What natural disasters cost the global economy in 2020
Covid-19 is clearly the crisis that defined 2020, but millions of people were forced to grapple with natural disasters alongside the pandemic. A Biblical deluge of record-breaking Atlantic hurricanes, devastating wildfires, floods, and even locust storms added up to one of the world’s most damaging and expensive years of natural disasters in the last half-century.
According to a Dec. 15 analysis by the reinsurance giant Swiss Re, global economic losses from natural disasters amounted to $175 billion this year. Of that, $76 billion were insured, the fifth-highest total since 1970. With some notable spikes in 2005 (Hurricane Katrina) and 2017 (Harvey, Irma, and Maria), average annual insured losses have risen steadily in the last few decades, up from $7.4 billion, adjusted for inflation, in 1979. That’s the result of two main factors: Rising property values in developing countries, increasing insurance coverage in developed countries, and climate change driving more frequent and severe storms and wildfires across the board.
This year, the most expensive series of events was the Atlantic hurricane season, according to a Dec. 28 report from the UK-based nonprofit Christian Aid, with a record 30 named storms, 12 of which made landfall in the US. The figures below capture insured losses only; the full scale of damage is much higher.
Read the rest of this story on qz.com. Become a member to get unlimited access to Quartz’s journalism.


## WORK TO COMPLETE
Keep the images out while you retype all of the data exactly.

┌─ RECORDS PROVIDED

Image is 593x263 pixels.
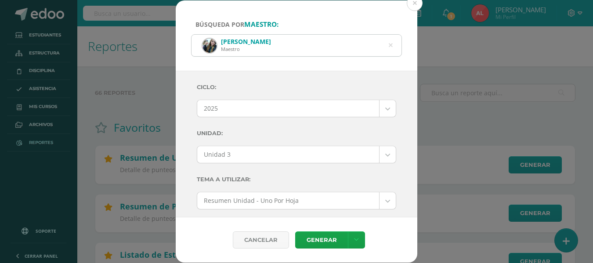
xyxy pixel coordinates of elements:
[197,192,396,209] a: Resumen Unidad - Uno Por Hoja
[191,35,401,56] input: ej. Nicholas Alekzander, etc.
[197,124,396,142] label: Unidad:
[202,39,216,53] img: ab28650470f0b57cd31dd7e6cf45ec32.png
[221,46,271,52] div: Maestro
[204,146,372,163] span: Unidad 3
[195,20,278,29] span: Búsqueda por
[244,20,278,29] strong: maestro:
[204,192,372,209] span: Resumen Unidad - Uno Por Hoja
[204,100,372,117] span: 2025
[197,78,396,96] label: Ciclo:
[197,170,396,188] label: Tema a Utilizar:
[233,231,289,248] div: Cancelar
[197,100,396,117] a: 2025
[197,146,396,163] a: Unidad 3
[295,231,348,248] a: Generar
[221,37,271,46] div: [PERSON_NAME]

└─

## OUTPUT BELOW
Image is 593x263 pixels.
xyxy pixel coordinates of elements:
[197,192,396,209] a: Resumen Unidad - Uno Por Hoja
[191,35,401,56] input: ej. Nicholas Alekzander, etc.
[197,124,396,142] label: Unidad:
[202,39,216,53] img: ab28650470f0b57cd31dd7e6cf45ec32.png
[221,46,271,52] div: Maestro
[204,146,372,163] span: Unidad 3
[195,20,278,29] span: Búsqueda por
[244,20,278,29] strong: maestro:
[204,192,372,209] span: Resumen Unidad - Uno Por Hoja
[204,100,372,117] span: 2025
[197,78,396,96] label: Ciclo:
[197,170,396,188] label: Tema a Utilizar:
[233,231,289,248] div: Cancelar
[197,100,396,117] a: 2025
[197,146,396,163] a: Unidad 3
[295,231,348,248] a: Generar
[221,37,271,46] div: [PERSON_NAME]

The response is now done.